┏━━

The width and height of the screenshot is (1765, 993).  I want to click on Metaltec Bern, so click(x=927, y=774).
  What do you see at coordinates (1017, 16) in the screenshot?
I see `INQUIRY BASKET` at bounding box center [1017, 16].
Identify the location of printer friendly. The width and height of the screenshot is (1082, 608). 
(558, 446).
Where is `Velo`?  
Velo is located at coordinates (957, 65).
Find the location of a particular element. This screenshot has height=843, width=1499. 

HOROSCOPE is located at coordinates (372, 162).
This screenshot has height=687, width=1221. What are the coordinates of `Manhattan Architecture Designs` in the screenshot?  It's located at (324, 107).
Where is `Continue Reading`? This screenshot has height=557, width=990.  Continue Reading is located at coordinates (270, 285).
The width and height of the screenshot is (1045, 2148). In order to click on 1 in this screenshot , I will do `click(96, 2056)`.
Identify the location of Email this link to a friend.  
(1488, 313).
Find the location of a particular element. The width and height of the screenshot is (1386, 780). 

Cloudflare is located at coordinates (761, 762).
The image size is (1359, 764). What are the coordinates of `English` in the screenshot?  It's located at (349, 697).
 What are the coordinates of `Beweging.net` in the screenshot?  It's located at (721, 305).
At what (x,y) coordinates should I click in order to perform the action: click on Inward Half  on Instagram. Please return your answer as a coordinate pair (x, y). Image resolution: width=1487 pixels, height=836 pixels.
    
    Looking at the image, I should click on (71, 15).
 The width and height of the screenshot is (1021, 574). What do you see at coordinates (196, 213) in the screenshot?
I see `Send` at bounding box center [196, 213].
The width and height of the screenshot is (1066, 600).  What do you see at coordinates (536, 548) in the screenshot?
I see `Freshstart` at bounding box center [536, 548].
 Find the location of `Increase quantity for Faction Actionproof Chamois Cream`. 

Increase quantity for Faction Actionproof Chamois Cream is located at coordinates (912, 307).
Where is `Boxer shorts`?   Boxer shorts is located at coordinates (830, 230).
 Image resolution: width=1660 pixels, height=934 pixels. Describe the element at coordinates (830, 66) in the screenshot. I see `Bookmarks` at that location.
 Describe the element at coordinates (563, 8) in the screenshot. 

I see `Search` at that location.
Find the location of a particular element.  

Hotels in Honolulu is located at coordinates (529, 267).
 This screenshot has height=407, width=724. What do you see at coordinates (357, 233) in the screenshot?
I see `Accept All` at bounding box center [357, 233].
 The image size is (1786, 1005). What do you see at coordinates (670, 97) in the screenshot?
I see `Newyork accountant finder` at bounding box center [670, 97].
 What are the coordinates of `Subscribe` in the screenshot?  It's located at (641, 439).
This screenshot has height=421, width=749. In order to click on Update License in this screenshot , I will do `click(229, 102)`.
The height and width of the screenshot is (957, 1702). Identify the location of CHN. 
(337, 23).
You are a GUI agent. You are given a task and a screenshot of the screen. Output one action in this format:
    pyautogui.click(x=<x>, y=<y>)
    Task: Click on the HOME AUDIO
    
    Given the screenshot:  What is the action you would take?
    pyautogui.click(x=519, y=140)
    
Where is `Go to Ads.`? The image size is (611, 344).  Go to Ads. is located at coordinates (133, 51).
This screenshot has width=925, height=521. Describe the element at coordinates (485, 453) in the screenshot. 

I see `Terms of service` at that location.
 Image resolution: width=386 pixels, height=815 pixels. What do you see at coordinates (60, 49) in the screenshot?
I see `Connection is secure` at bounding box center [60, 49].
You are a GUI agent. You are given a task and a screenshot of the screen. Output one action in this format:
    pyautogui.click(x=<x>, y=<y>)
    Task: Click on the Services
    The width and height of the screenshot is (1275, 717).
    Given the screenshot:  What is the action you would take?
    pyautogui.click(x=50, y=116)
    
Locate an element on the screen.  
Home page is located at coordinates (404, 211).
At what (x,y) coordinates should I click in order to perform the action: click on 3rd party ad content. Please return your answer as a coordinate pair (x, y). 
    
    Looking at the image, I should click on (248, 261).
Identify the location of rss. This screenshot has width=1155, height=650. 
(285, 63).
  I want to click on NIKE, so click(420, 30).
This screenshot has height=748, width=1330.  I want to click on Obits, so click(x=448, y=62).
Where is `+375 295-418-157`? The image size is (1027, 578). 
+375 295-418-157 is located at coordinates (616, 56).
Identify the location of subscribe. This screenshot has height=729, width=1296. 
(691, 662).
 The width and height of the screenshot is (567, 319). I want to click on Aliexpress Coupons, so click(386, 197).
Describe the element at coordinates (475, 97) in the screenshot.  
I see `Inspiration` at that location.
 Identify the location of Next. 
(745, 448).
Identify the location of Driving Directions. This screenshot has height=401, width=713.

┗━━

ASSIGNMENT — Please give, as a single number with nothing added, the count of lines in the records that contain the word "will".

REPLY — 2